Fictions of Land and Flesh: Blackness, Indigeneity, Speculation (ISBN-13: 9781478004837 and ISBN-10: 1478004835), written by authors Mark Rifkin, was published by Duke University Press Books in 2019. With an overall rating of 3.6 stars, it's a notable title among other Black & African American (Cultural & Regional, Native American & Aboriginal) books. You can easily purchase or rent Fictions of Land and Flesh: Blackness, Indigeneity, Speculation (Paperback) from BooksRun, along with many other new and used Black & African American books and textbooks. And, if you're looking to sell your copy, our current buyback offer is $2.24.

Description

In Fictions of Land and Flesh Mark Rifkin explores the impasses that arise in seeking to connect Black and Indigenous movements, turning to speculative fiction to understand those difficulties and envision productive ways of addressing them.
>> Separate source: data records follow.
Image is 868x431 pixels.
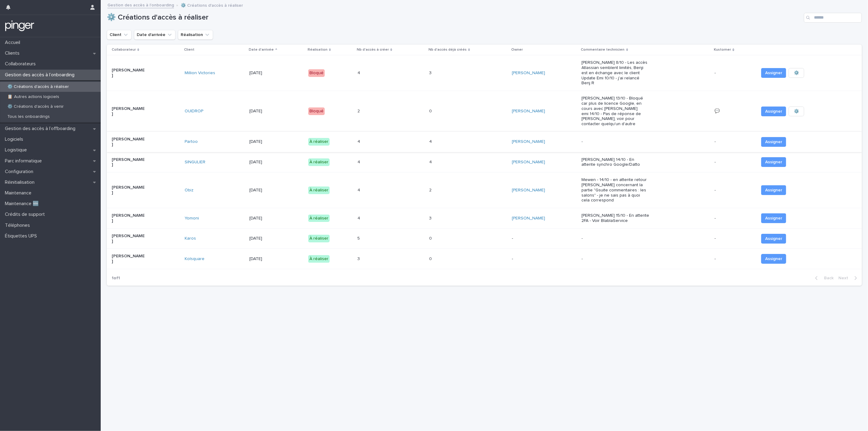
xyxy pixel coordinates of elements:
[582,60,649,86] p: [PERSON_NAME] 8/10 - Les accès Atlassian semblent limités, Benji est en échange avec le client Up...
[308,255,330,263] div: À réaliser
[761,254,786,264] button: Assigner
[357,138,361,144] p: 4
[761,157,786,167] button: Assigner
[2,211,50,217] p: Crédits de support
[357,255,361,261] p: 3
[810,275,836,281] button: Back
[2,61,40,67] p: Collaborateurs
[107,152,862,172] tr: [PERSON_NAME]SINGULIER [DATE]À réaliser44 44 [PERSON_NAME] [PERSON_NAME] 14/10 - En attente synch...
[107,91,862,132] tr: [PERSON_NAME]OUIDROP [DATE]Bloqué22 00 [PERSON_NAME] [PERSON_NAME] 13/10 - Bloqué car plus de lic...
[794,109,799,114] span: ⚙️
[107,248,862,269] tr: [PERSON_NAME]Kolsquare [DATE]À réaliser33 00 ---- Assigner
[714,215,717,221] p: -
[761,213,786,223] button: Assigner
[512,109,545,114] a: [PERSON_NAME]
[357,187,361,193] p: 4
[581,47,625,53] p: Commentaire technicien
[2,147,31,153] p: Logistique
[185,257,204,261] a: Kolsquare
[249,236,283,241] p: [DATE]
[582,157,649,167] p: [PERSON_NAME] 14/10 - En attente synchro Google/Datto
[714,158,717,165] p: -
[836,275,862,281] button: Next
[112,213,146,224] p: [PERSON_NAME]
[512,216,545,221] a: [PERSON_NAME]
[185,109,204,114] a: OUIDROP
[2,169,38,174] p: Configuration
[512,187,545,193] a: [PERSON_NAME]
[112,68,146,78] p: [PERSON_NAME]
[582,139,649,144] p: -
[765,187,782,193] span: Assigner
[512,236,545,241] p: -
[582,213,649,224] p: [PERSON_NAME] 15/10 - En attente 2FA - Voir BlablaService
[112,157,146,167] p: [PERSON_NAME]
[512,71,545,76] a: [PERSON_NAME]
[107,228,862,248] tr: [PERSON_NAME]Karos [DATE]À réaliser55 00 ---- Assigner
[582,236,649,241] p: -
[357,235,361,241] p: 5
[429,69,433,76] p: 3
[107,13,801,22] h1: ⚙️ Créations d'accès à réaliser
[804,13,862,23] input: Search
[185,71,215,76] a: Million Victories
[107,132,862,152] tr: [PERSON_NAME]Partoo [DATE]À réaliser44 44 [PERSON_NAME] --- Assigner
[761,137,786,147] button: Assigner
[429,187,433,193] p: 2
[2,190,36,196] p: Maintenance
[761,234,786,244] button: Assigner
[357,69,361,76] p: 4
[2,114,55,119] p: Tous les onboardings
[582,96,649,126] p: [PERSON_NAME] 13/10 - Bloqué car plus de licence Google, en cours avec [PERSON_NAME] emi 14/10 - ...
[357,215,361,221] p: 4
[184,47,195,53] p: Client
[185,187,194,193] a: Obiz
[5,20,35,32] img: mTgBEunGTSyRkCgitkcU
[2,233,42,239] p: Étiquettes UPS
[512,257,545,261] p: -
[2,72,80,78] p: Gestion des accès à l’onboarding
[112,47,136,53] p: Collaborateur
[838,276,852,280] span: Next
[765,236,782,241] span: Assigner
[714,69,717,76] p: -
[357,47,389,53] p: Nb d'accès à créer
[714,138,717,144] p: -
[185,159,205,165] a: SINGULIER
[107,271,125,285] p: 1 of 1
[788,68,804,78] button: ⚙️
[2,39,25,46] p: Accueil
[429,255,433,261] p: 0
[308,235,330,242] div: À réaliser
[185,216,199,221] a: Yomoni
[765,109,782,114] span: Assigner
[765,70,782,76] span: Assigner
[181,2,243,8] p: ⚙️ Créations d'accès à réaliser
[308,158,330,166] div: À réaliser
[2,158,47,164] p: Parc informatique
[429,158,433,165] p: 4
[512,159,545,165] a: [PERSON_NAME]
[582,177,649,203] p: Mewen - 14/10 - en attente retour [PERSON_NAME] concernant la partie "Gsuite commentaires : les s...
[112,185,146,195] p: [PERSON_NAME]
[2,94,64,100] p: 📋 Autres actions logiciels
[249,187,283,193] p: [DATE]
[765,215,782,221] span: Assigner
[2,104,68,109] p: ⚙️ Créations d'accès à venir
[108,2,174,8] a: Gestion des accès à l’onboarding
[107,30,132,39] button: Client
[761,68,786,78] button: Assigner
[765,256,782,262] span: Assigner
[249,159,283,165] p: [DATE]
[788,106,804,117] button: ⚙️
[2,137,28,142] p: Logiciels
[429,235,433,241] p: 0
[178,30,213,39] button: Réalisation
[765,159,782,165] span: Assigner
[107,55,862,91] tr: [PERSON_NAME]Million Victories [DATE]Bloqué44 33 [PERSON_NAME] [PERSON_NAME] 8/10 - Les accès Atl...
[308,138,330,146] div: À réaliser
[2,179,39,185] p: Réinitialisation
[307,47,327,53] p: Réalisation
[429,47,467,53] p: Nb d'accès déjà créés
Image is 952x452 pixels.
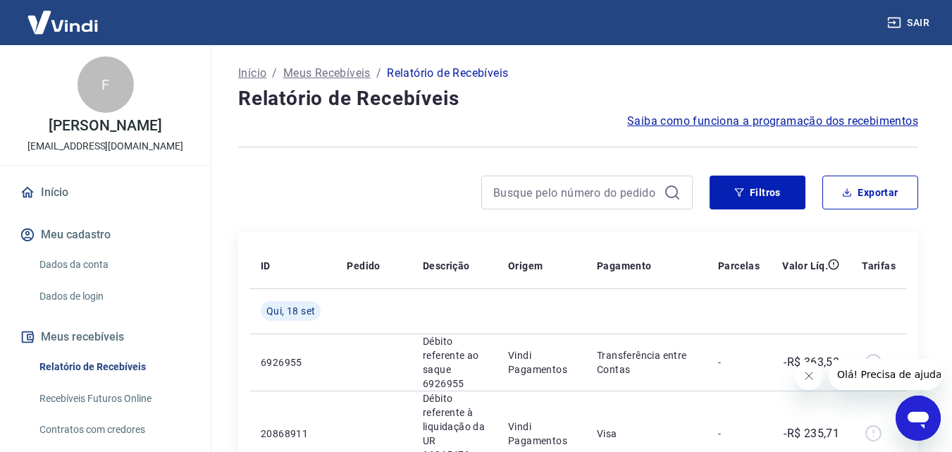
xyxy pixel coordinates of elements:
p: Visa [597,426,695,440]
p: -R$ 363,53 [783,354,839,371]
p: / [272,65,277,82]
a: Meus Recebíveis [283,65,371,82]
p: Descrição [423,259,470,273]
button: Exportar [822,175,918,209]
p: -R$ 235,71 [783,425,839,442]
iframe: Mensagem da empresa [828,359,940,390]
p: - [718,426,759,440]
iframe: Botão para abrir a janela de mensagens [895,395,940,440]
a: Início [17,177,194,208]
p: Débito referente ao saque 6926955 [423,334,485,390]
img: Vindi [17,1,108,44]
a: Contratos com credores [34,415,194,444]
div: F [77,56,134,113]
p: Pedido [347,259,380,273]
p: [EMAIL_ADDRESS][DOMAIN_NAME] [27,139,183,154]
a: Início [238,65,266,82]
p: Vindi Pagamentos [508,419,574,447]
p: ID [261,259,271,273]
p: Origem [508,259,542,273]
p: / [376,65,381,82]
p: Tarifas [862,259,895,273]
p: Pagamento [597,259,652,273]
p: Vindi Pagamentos [508,348,574,376]
button: Meus recebíveis [17,321,194,352]
a: Dados de login [34,282,194,311]
p: 6926955 [261,355,324,369]
a: Recebíveis Futuros Online [34,384,194,413]
p: 20868911 [261,426,324,440]
a: Dados da conta [34,250,194,279]
button: Meu cadastro [17,219,194,250]
span: Olá! Precisa de ajuda? [8,10,118,21]
span: Qui, 18 set [266,304,315,318]
p: [PERSON_NAME] [49,118,161,133]
a: Relatório de Recebíveis [34,352,194,381]
p: - [718,355,759,369]
button: Sair [884,10,935,36]
p: Parcelas [718,259,759,273]
a: Saiba como funciona a programação dos recebimentos [627,113,918,130]
h4: Relatório de Recebíveis [238,85,918,113]
p: Valor Líq. [782,259,828,273]
input: Busque pelo número do pedido [493,182,658,203]
iframe: Fechar mensagem [795,361,823,390]
p: Transferência entre Contas [597,348,695,376]
p: Relatório de Recebíveis [387,65,508,82]
button: Filtros [709,175,805,209]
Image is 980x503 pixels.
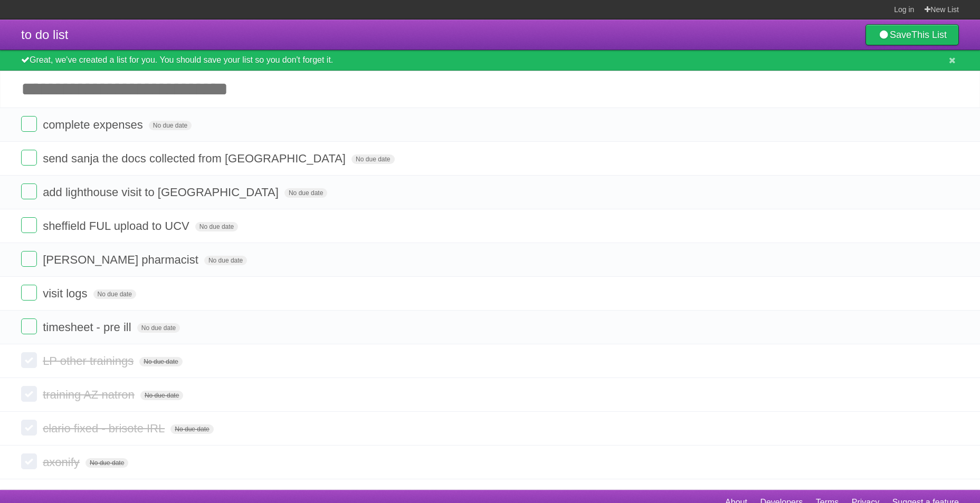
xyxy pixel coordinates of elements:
[42,321,134,334] span: timesheet - pre ill
[42,456,83,469] span: axonify
[42,186,282,199] span: add lighthouse visit to [GEOGRAPHIC_DATA]
[21,150,36,165] label: Done
[42,118,146,131] span: complete expenses
[21,284,36,300] label: Done
[911,30,947,40] b: This List
[21,183,36,199] label: Done
[195,222,238,231] span: No due date
[21,28,68,41] span: to do list
[170,424,213,434] span: No due date
[21,218,36,233] label: Done
[21,386,36,402] label: Done
[42,220,192,232] span: sheffield FUL upload to UCV
[42,253,201,267] span: [PERSON_NAME] pharmacist
[866,25,958,45] a: SaveThis List
[42,422,167,435] span: clario fixed - brisote IRL
[42,286,90,300] span: visit logs
[42,388,137,402] span: training AZ natron
[149,121,191,130] span: No due date
[204,256,247,265] span: No due date
[21,419,36,435] label: Done
[42,152,349,165] span: send sanja the docs collected from [GEOGRAPHIC_DATA]
[94,289,136,299] span: No due date
[140,391,183,401] span: No due date
[137,323,180,333] span: No due date
[21,319,36,335] label: Done
[42,354,136,367] span: LP other trainings
[86,459,128,468] span: No due date
[352,155,394,164] span: No due date
[21,251,36,267] label: Done
[285,188,327,198] span: No due date
[21,352,36,368] label: Done
[21,454,36,470] label: Done
[21,116,36,132] label: Done
[139,357,182,366] span: No due date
Against efforts to subsume varied forms of resistance into a single framework in the name of solidarity, Rifkin argues that Black and Indigenous political struggles are oriented in distinct ways, following their own lines of development and contestation. Rifkin suggests how movement between the two can be approached as something of a speculative leap in which the terms and dynamics of one are disoriented in the encounter with the other. Futurist fiction provides a compelling site for exploring such disjunctions. Through analyses of works by Octavia Butler, Walter Mosley, Nalo Hopkinson, Melissa Tantaquidgeon Zobel, and others, the book illustrates how ideas about fungibility, fugitivity, carcerality, marronage, sovereignty, placemaking, and governance shape the ways Black and Indigenous intellectuals narrate the past, present, and future. In turning to speculative fiction, Rifkin illustrates how speculation as a process provides conceptual and ethical resources for recognizing difference while engaging across it.